Deep Packet Inspection
WireGuard does not focus on obfuscation. Obfuscation, rather, should happen at a layer above WireGuard, with WireGuard focused on providing solid crypto with a simple implementation. It is quite possible to plug in various forms of obfuscation, however.
tl;dr Read the docs.
tvshtr
There are forks of wg because of this. Like amnezia-wg
tetris11
Anywhere I can read more about this?
intsunny
Its funny, this is another of the billions of reasons why Mullvad should be the VPN of choice. But so many fucking people can't ever get over that their favorite social media influencer/Youtuber is offering a code for 200% off of NordShark VPN, now with extra AI.
eatbitseveryday
It became less of a choice for many after they sadly had to disable port forwarding.
jorvi
Yeah, their reasoning is solid (easy to abuse) but it is still a very useful feature.
AFAIK, at the moment your choices are AirVPN and ProtonVPN. AirVPN has static port forwarding and Proton has UPNP port forwarding.
tumdum_
You do know that NordSec maintains its own rust fork of BoringTun: https://github.com/NordSecurity/NepTUN ? :)
ur-whale
One meta thing I've always wondered ... Are multiple implementations of the same protocol good or bad for security?
Probably naively, I'm thinking:
- diversity: good
- doubling the attack surface: real bad
What do the security folks out there think of the topic?mwalser
I wouldn't say that multiple implementations are duplicating the attack surface since most users will not end up running them in parallel.
ur-whale
I meant at a global level (think as if you're attacking all wireguard users, not a single one)
swiftcoder
The increased attack surface mostly only affects that one particular implementation though. So, yes, twice as many implementations that may contain exploitable bugs, but each new implementation could only be used to exploit a fraction of the total user base
embedding-shape
I think the general consensus is that it improves security of the protocol, but obviously that won't matter much if the implementation gets something wrong or has worse security by itself.
Issues in the protocol itself would need all implementations to change, but issues in the implementation would obviously be isolated to one implementation.

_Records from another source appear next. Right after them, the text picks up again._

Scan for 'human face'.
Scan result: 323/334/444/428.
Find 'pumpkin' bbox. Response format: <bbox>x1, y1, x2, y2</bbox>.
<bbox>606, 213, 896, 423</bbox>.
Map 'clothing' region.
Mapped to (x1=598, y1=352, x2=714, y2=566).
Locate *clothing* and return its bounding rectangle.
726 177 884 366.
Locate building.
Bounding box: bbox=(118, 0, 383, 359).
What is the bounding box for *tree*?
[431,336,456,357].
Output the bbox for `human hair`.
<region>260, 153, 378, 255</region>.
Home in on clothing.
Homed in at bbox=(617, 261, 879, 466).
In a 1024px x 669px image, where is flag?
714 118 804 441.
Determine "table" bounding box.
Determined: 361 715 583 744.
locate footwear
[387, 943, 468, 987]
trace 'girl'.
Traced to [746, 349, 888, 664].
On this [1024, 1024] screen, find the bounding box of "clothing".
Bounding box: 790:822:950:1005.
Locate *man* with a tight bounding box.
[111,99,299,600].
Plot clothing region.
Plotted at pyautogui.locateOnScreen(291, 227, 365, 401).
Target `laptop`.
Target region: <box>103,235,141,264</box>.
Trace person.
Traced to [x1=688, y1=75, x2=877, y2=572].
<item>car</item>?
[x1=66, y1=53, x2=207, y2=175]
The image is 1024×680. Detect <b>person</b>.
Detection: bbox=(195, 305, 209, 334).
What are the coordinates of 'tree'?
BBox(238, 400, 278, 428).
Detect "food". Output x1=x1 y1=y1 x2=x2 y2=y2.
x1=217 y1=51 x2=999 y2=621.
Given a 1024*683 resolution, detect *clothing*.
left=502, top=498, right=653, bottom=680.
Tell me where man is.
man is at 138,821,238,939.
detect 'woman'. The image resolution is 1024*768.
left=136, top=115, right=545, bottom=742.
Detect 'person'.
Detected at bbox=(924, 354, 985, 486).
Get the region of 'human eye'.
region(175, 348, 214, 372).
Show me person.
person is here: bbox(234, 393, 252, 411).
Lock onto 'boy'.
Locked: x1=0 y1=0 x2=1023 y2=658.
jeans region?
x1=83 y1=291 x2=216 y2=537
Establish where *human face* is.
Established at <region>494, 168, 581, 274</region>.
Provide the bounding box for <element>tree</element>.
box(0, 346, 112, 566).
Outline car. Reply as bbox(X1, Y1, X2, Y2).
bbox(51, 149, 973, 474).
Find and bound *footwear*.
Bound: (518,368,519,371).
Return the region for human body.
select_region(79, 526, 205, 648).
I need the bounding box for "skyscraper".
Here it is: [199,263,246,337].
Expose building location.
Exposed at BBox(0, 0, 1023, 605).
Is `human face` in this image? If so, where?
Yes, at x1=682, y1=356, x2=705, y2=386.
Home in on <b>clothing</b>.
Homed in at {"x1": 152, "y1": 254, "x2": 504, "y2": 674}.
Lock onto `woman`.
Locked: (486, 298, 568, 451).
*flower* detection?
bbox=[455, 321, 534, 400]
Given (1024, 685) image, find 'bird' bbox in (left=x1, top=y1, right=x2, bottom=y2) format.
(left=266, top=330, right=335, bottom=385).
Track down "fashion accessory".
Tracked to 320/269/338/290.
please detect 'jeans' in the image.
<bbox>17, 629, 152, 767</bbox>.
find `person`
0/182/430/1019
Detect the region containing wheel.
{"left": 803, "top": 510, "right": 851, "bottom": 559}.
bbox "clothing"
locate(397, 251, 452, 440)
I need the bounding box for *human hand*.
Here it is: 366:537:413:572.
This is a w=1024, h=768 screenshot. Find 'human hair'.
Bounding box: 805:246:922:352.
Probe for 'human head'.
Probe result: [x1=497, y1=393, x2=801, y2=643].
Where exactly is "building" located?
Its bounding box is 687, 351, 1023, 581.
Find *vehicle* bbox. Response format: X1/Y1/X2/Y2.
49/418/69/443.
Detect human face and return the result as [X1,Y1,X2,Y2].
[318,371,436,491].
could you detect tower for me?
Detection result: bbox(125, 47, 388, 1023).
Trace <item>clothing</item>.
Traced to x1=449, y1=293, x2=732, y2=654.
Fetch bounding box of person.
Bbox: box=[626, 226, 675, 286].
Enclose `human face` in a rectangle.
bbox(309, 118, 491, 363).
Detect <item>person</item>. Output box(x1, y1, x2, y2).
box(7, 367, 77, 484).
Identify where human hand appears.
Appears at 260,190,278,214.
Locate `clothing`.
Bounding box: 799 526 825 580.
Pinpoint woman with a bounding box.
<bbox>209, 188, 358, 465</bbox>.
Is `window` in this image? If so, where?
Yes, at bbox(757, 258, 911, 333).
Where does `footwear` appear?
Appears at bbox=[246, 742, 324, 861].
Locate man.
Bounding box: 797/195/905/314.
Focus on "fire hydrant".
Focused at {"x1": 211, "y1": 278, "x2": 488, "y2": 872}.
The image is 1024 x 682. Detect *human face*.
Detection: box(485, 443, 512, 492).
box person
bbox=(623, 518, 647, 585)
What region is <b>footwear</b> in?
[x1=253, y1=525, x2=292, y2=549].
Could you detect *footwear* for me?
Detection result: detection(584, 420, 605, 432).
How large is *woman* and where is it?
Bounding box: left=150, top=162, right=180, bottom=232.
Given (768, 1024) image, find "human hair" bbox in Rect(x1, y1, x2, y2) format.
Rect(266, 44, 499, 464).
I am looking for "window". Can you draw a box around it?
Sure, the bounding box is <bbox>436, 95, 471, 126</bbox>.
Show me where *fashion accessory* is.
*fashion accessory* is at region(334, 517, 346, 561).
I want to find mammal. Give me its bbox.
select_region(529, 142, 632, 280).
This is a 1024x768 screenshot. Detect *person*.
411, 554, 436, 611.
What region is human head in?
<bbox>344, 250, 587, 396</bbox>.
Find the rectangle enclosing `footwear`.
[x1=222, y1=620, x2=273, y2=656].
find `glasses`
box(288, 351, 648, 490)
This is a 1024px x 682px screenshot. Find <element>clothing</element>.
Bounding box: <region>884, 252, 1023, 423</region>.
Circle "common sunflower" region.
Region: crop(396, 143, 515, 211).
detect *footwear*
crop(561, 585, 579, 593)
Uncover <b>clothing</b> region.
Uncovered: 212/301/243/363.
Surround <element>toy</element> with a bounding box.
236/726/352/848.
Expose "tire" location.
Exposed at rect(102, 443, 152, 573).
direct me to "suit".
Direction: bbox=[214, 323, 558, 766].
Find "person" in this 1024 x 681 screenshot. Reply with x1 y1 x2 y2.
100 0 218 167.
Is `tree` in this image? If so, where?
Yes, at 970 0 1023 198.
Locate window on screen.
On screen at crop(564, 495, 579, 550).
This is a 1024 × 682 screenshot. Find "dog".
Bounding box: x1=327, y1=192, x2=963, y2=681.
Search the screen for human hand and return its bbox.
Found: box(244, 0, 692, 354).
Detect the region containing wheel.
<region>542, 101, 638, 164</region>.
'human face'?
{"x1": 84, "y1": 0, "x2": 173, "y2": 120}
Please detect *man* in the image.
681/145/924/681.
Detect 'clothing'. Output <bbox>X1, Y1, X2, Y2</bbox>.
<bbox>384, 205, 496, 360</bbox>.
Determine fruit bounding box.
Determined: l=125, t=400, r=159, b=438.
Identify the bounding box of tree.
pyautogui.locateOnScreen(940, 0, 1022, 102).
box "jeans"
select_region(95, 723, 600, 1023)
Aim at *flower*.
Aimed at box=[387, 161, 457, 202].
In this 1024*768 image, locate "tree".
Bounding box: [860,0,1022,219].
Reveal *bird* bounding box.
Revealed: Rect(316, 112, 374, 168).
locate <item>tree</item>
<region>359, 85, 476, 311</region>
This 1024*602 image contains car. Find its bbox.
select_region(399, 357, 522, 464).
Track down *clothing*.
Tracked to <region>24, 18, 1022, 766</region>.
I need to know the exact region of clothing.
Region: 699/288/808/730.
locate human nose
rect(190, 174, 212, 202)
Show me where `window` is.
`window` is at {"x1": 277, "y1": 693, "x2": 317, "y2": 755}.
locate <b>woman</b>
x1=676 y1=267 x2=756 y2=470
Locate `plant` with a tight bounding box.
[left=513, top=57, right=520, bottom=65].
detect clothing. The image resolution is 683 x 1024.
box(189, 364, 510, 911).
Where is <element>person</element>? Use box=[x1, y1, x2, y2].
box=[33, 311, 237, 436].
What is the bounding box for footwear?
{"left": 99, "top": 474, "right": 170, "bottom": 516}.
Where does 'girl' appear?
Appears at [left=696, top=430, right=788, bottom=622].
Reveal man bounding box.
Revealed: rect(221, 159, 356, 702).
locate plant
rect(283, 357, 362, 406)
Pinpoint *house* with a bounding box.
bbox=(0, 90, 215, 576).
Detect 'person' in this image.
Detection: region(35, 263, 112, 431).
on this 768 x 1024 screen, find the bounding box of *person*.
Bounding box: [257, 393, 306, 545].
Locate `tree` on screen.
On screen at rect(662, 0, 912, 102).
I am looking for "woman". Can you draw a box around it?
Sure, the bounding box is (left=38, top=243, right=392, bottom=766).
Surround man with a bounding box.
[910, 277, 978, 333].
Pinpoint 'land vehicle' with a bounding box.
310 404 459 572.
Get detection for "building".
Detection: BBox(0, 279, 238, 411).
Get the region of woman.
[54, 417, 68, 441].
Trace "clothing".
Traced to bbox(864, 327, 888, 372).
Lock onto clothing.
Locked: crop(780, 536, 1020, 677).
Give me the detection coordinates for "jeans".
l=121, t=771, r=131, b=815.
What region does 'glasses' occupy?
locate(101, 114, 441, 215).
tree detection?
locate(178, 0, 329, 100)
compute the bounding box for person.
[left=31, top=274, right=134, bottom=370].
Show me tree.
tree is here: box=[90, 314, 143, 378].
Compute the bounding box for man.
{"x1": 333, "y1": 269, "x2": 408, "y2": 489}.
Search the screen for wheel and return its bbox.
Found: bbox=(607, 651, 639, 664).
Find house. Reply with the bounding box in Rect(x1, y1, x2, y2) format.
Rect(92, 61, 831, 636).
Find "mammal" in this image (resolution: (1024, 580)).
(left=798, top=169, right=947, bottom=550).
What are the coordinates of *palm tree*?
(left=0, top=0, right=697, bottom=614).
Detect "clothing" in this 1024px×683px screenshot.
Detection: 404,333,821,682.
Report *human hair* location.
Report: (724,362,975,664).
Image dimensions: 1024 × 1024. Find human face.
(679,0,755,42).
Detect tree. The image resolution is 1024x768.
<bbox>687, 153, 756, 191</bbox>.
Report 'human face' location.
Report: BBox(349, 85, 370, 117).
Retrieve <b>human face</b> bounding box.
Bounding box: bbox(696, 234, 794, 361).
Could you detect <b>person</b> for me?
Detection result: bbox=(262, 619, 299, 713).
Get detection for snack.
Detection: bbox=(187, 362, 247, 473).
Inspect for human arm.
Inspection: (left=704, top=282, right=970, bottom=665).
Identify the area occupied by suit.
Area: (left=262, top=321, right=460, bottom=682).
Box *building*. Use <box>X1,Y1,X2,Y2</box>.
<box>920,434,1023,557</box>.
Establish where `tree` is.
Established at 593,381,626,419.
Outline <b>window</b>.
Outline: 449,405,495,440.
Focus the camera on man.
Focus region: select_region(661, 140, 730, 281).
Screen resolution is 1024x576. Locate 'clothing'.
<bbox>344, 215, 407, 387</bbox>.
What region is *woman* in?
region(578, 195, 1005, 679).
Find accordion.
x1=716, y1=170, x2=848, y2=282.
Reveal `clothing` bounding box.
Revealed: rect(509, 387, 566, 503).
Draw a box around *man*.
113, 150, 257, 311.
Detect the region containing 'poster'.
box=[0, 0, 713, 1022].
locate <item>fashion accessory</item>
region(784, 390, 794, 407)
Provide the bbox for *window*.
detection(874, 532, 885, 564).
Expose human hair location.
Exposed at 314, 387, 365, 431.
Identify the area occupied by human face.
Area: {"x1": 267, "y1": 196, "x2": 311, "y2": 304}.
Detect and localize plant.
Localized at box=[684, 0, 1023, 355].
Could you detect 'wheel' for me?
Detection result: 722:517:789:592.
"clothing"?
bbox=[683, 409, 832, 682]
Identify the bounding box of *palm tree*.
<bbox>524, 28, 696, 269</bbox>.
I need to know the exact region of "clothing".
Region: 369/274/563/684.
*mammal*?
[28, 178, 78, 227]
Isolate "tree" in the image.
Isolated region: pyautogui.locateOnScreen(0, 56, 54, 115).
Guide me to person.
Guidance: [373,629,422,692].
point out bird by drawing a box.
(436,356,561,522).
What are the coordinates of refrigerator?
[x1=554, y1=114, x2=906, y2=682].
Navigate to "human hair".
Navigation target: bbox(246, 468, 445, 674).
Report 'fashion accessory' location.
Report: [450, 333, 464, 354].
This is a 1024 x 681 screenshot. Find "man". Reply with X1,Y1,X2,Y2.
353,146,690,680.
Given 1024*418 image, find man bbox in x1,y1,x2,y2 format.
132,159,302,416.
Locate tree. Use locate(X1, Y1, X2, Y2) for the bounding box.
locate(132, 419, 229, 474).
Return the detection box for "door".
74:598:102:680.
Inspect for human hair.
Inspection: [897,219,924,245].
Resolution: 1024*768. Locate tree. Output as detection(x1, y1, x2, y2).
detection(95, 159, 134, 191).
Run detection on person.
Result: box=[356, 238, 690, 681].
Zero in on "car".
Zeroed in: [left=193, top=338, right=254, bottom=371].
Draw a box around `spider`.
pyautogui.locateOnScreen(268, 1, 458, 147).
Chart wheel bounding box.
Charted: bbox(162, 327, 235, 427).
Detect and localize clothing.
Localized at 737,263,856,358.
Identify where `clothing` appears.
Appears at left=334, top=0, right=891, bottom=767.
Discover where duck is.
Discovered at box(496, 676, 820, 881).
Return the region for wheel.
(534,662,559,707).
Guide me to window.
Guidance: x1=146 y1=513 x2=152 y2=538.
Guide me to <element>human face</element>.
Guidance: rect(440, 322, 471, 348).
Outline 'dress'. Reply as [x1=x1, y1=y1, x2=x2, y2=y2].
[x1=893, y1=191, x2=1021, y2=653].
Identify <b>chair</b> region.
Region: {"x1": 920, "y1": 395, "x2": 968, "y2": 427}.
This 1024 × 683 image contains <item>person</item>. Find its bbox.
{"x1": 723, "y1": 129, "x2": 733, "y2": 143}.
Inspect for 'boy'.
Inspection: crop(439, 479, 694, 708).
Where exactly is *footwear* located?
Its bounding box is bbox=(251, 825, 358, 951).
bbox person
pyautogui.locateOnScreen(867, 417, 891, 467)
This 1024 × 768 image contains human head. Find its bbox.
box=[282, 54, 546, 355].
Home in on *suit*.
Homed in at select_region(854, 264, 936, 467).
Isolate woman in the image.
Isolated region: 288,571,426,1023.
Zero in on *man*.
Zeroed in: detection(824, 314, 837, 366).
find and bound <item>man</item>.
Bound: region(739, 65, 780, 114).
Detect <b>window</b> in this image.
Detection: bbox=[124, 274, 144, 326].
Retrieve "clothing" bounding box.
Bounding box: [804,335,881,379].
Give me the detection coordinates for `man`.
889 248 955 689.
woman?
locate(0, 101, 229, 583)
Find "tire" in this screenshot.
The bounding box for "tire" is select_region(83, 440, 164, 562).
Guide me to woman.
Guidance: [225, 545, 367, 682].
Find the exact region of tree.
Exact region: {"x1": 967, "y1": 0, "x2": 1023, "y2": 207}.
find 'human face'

For something like Wireguard, I'd wager a guess that issues in the implementations are more common than issues in the protocol, at least at this stage.
stevefan1999
That's really good because it means it will be able to have more exposure, more exposure means more improvement, more improvement eventually dig out bad bugs and reduces the attack surface in the long run
bjhsuw8ud
[flagged]
I definitely noticed the performance boost on my Pixel 8, for some reason it seems to really not like wireguard-go, it struggled to pull even 100mbps, maybe something unoptimized on Google's custom hardware. With the new GotaTun version I can pull 500mbps+, though unfortunately it also seems to have introduced a bug that randomly prevents the phone from entering a deep sleep state, so occasionally my battery will randomly start draining at 10x normal speed if I have it enabled until I reboot.